Stop the flow in NiFi
Stop Solr
/path/to/solr-7.0.1/bin/solr stop -all
Edit /path/to/solr-7.0.1/bin/solr.in.sh and require client auth
SOLR_SSL_NEED_CLIENT_AUTH=true
Start Solr again
/path/to/solr-7.0.1/bin/solr start
NOTE: You will now need the client p12 from earlier loaded in your browser if you need to access Solr Admin UI
Add a keystore to the SSLContextService in NiFi
NOTE: In a real environment, NiFi and Solr would likely be running on different machines, and each would have their own certificatein their own respective keystore. In this example, NiFi and Solr are both using the same keystore for simplicity.

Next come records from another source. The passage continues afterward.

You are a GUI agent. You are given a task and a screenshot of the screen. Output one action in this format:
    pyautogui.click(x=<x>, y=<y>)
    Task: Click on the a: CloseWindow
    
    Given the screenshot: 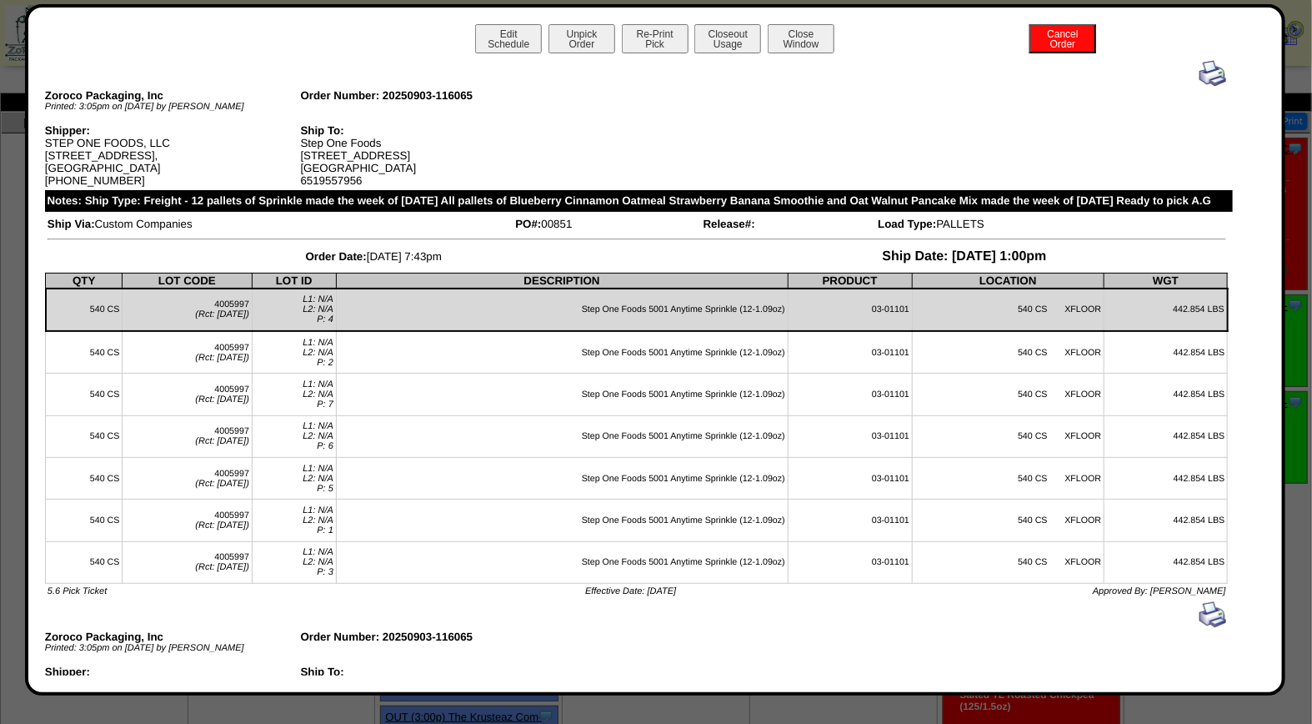 What is the action you would take?
    pyautogui.click(x=801, y=43)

Start the flow again and documents should be ingesting
What About Solr Cloud?
The Solr Reference Guide has really good documentation on enabling SSL, and has a specific section onhow to enable SSL with Solr Cloud.
One thing to keep in mind is that the certificates you generate for Solr need to line-up with the hostname that Solr isbinding to.
If you wanted to test this locally and use the same localhost cert we used above, you would need to tell each Solr instanceto bind to localhost:
bin/solr -cloud -s cloud/node1 -z localhost:2181 -p 8984 -h localhost
bin/solr -cloud -s cloud/node2 -z localhost:2181 -p 7574 -h localhost
If you don’t do that, they will likely bind to an internal IP address which wont match the value in the certificate.
Another option for testing is to turn off peer verification as the Solr reference guide shows:
bin/solr -cloud -s cloud/node1 -z localhost:2181 -p 8984 -Dsolr.ssl.checkPeerName=false
bin/solr -cloud -s cloud/node2 -z localhost:2181 -p 7574 -Dsolr.ssl.checkPeerName=false
You should only turn off peer verification for testing.
On the NiFi side, you would have to reconfigure PutSolrContentStream to use cloud mode, and provide the ZooKeeperconnection string, rather than the standalone URL.